Now, a new climate model shows that we can achieve and even beat the 1.5ºC threshold by transitioning to 100 percent renewable energy by 2050 and implementing natural climate solutions.

The “One Earth Climate Model“—presented Monday at the World Economic Forum in Davos—is a compilation of two years of research by scientists at the University of Technology Sydney (UTS), the German Aerospace Center and the University of Melbourne. The research was funded by the Leonardo DiCaprio Foundation.

“With the pace of urgent climate warnings now increasing, it’s clear that our planet cannot wait for meaningful action,” actor and environmentalist Leonardo DiCaprio said in a
press release for the study. “This ambitious and necessary pathway shows that a transition to 100 percent renewable energy and strong measures to protect and restore our natural ecosystems, taken together, can deliver a more stable climate within a single generation.”

Using state-of-the-art computer modeling, the researchers present a pathway of how each unique region in the world can stay below 1.5ºC using currently available resources and technologies.


One Earth Climate Model

Karl Burkart, the director of Innovation, Media & Technology at the Leonardo DiCaprio Foundation
delved deeper into the new study:

Some have doubted that a transition to 100 percent renewables is even possible. To explore the potential, the scientists at UTS created the most sophisticated computer model of the world’s electrical grids to date—with 10 regional and 72 sub-regional energy grids modeled in hourly increments to the year 2050 along with a comprehensive assessment of available renewable resources like wind and solar, minerals required for manufacturing of components, and configurations for meeting projected energy demand and storage most efficiently for all sectors over the next 30 years.

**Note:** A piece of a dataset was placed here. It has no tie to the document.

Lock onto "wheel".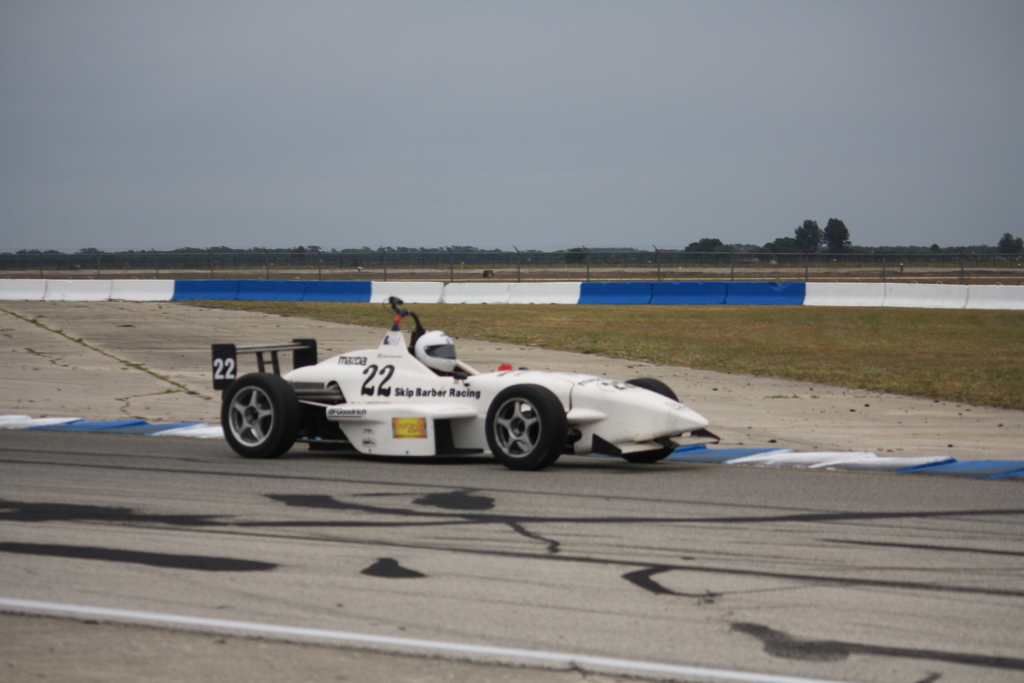
Locked: l=483, t=393, r=559, b=467.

The researchers focused their study on six major energy and conservation measures to limit global warming to 1.5ºC, including advancement in renewables and energy storage; improvements in energy efficiency; major global electrification; re-purposing the existing fossil fuels-based infrastructure; a just transition from fossil fuels jobs to ones in renewable energy; and forest reforestation.


University of Technology, Sydney

“The main barrier is neither technical nor economic—it’s political,” lead author Sven Teske, research director at the UTS’s Sydney’s Institute for Sustainable Futures, told
The Sydney Morning Herald.

Teske added “it’s not too late” to limit global warming to 1.5ºC, the lower target of the
Paris climate agreement.

The estimated to cost of the proposal is approximately $1.7 trillion per year, which is quite the sum but “pales in comparison” to the
$5 trillion a year that governments currently provide to the fossil fuels industry, the press release noted.